Parenting and Self-Fulfillment
Heather, 31, is a divorced mother who feels like life is passing her by in the small town where she's raising her 5-year-old son Austin.
"I'm just not happy. I feel like there's just not the opportunity here for me as a single professional person," she says. "Dr. Phil, I'm ready to go and tackle the world. But I have a son and I am obligated to him. How do I achieve self-fulfillment and be a good parent at the same time?
Dr. Phil, who gets questions along these lines from single mothers all the time, offers this advice:
- Ask yourself: Do you believe there is an authentic self within every person? Do you believe that if you're living consistently with that authentic self that you'll be happy? Do you think that has anything to do with geography? In order for you to be who you are, do you really need to be somewhere else?
- Is it really fair for you to take Austin away from all the people who love both of you — and the people he loves — in order for you to live life on the coast?
- You can't change what you're doing. You're Austin's mom and you don't want that any other way. Instead, you have to change how you're doing it. If you tore him from your life, and replaced him with a home on the beach and a great career, you wouldn't be making progress. You'd just change where the hole in yourself lives.
- This is not an either/or situation. Come up with a plan that gives you the best of both. Give yourself permission to not stay landlocked in your small town for the rest of your life, and to do what you want to do. Acknowledge that you do not always have to make everyone else happy, and that you need to take care of yourself because you can't give away what you don't have. But find a way to do that while minimizing collateral damage. You can make a decisive move, not get everything you want, and not feel as though you've been cheated. Compromise.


EXERCISE PROMPT:
Every line of the listing belongs in your answer exactly as written; the images do not.

INPUT MATERIAL:
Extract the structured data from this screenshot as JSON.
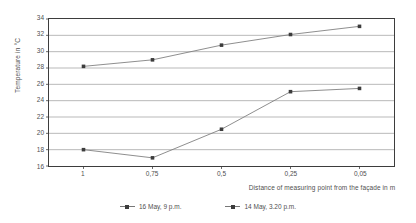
{
  "chart_data": {
    "type": "line",
    "title": "",
    "xlabel": "Distance of measuring point from the façade in m",
    "ylabel": "Temperature in °C",
    "categories": [
      "1",
      "0,75",
      "0,5",
      "0,25",
      "0,05"
    ],
    "ylim": [
      16,
      34
    ],
    "ytick_step": 2,
    "yticks": [
      "16",
      "18",
      "20",
      "22",
      "24",
      "26",
      "28",
      "30",
      "32",
      "34"
    ],
    "grid": "horizontal",
    "legend_position": "bottom",
    "series": [
      {
        "name": "16 May, 9 p.m.",
        "values": [
          18.0,
          17.0,
          20.5,
          25.1,
          25.5
        ],
        "color": "#808080",
        "marker_color": "#3c3c3c"
      },
      {
        "name": "14 May, 3.20 p.m.",
        "values": [
          28.2,
          29.0,
          30.8,
          32.1,
          33.1
        ],
        "color": "#808080",
        "marker_color": "#3c3c3c"
      }
    ]
  },
  "axes": {
    "y_title": "Temperature in °C",
    "x_title": "Distance of measuring point from the façade in m"
  },
  "legend": {
    "items": [
      {
        "label": "16 May, 9 p.m."
      },
      {
        "label": "14 May, 3.20 p.m."
      }
    ]
  },
  "colors": {
    "line": "#808080",
    "marker": "#3c3c3c",
    "grid": "#9a9a9a",
    "frame": "#3d3d3d",
    "text": "#4f4f4f",
    "background": "#ffffff"
  }
}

ANSWER TO THIS EXERCISE:
Extract the structured data from this screenshot as JSON.
{
  "chart_data": {
    "type": "line",
    "title": "",
    "xlabel": "Distance of measuring point from the façade in m",
    "ylabel": "Temperature in °C",
    "categories": [
      "1",
      "0,75",
      "0,5",
      "0,25",
      "0,05"
    ],
    "ylim": [
      16,
      34
    ],
    "ytick_step": 2,
    "yticks": [
      "16",
      "18",
      "20",
      "22",
      "24",
      "26",
      "28",
      "30",
      "32",
      "34"
    ],
    "grid": "horizontal",
    "legend_position": "bottom",
    "series": [
      {
        "name": "16 May, 9 p.m.",
        "values": [
          18.0,
          17.0,
          20.5,
          25.1,
          25.5
        ],
        "color": "#808080",
        "marker_color": "#3c3c3c"
      },
      {
        "name": "14 May, 3.20 p.m.",
        "values": [
          28.2,
          29.0,
          30.8,
          32.1,
          33.1
        ],
        "color": "#808080",
        "marker_color": "#3c3c3c"
      }
    ]
  },
  "axes": {
    "y_title": "Temperature in °C",
    "x_title": "Distance of measuring point from the façade in m"
  },
  "legend": {
    "items": [
      {
        "label": "16 May, 9 p.m."
      },
      {
        "label": "14 May, 3.20 p.m."
      }
    ]
  },
  "colors": {
    "line": "#808080",
    "marker": "#3c3c3c",
    "grid": "#9a9a9a",
    "frame": "#3d3d3d",
    "text": "#4f4f4f",
    "background": "#ffffff"
  }
}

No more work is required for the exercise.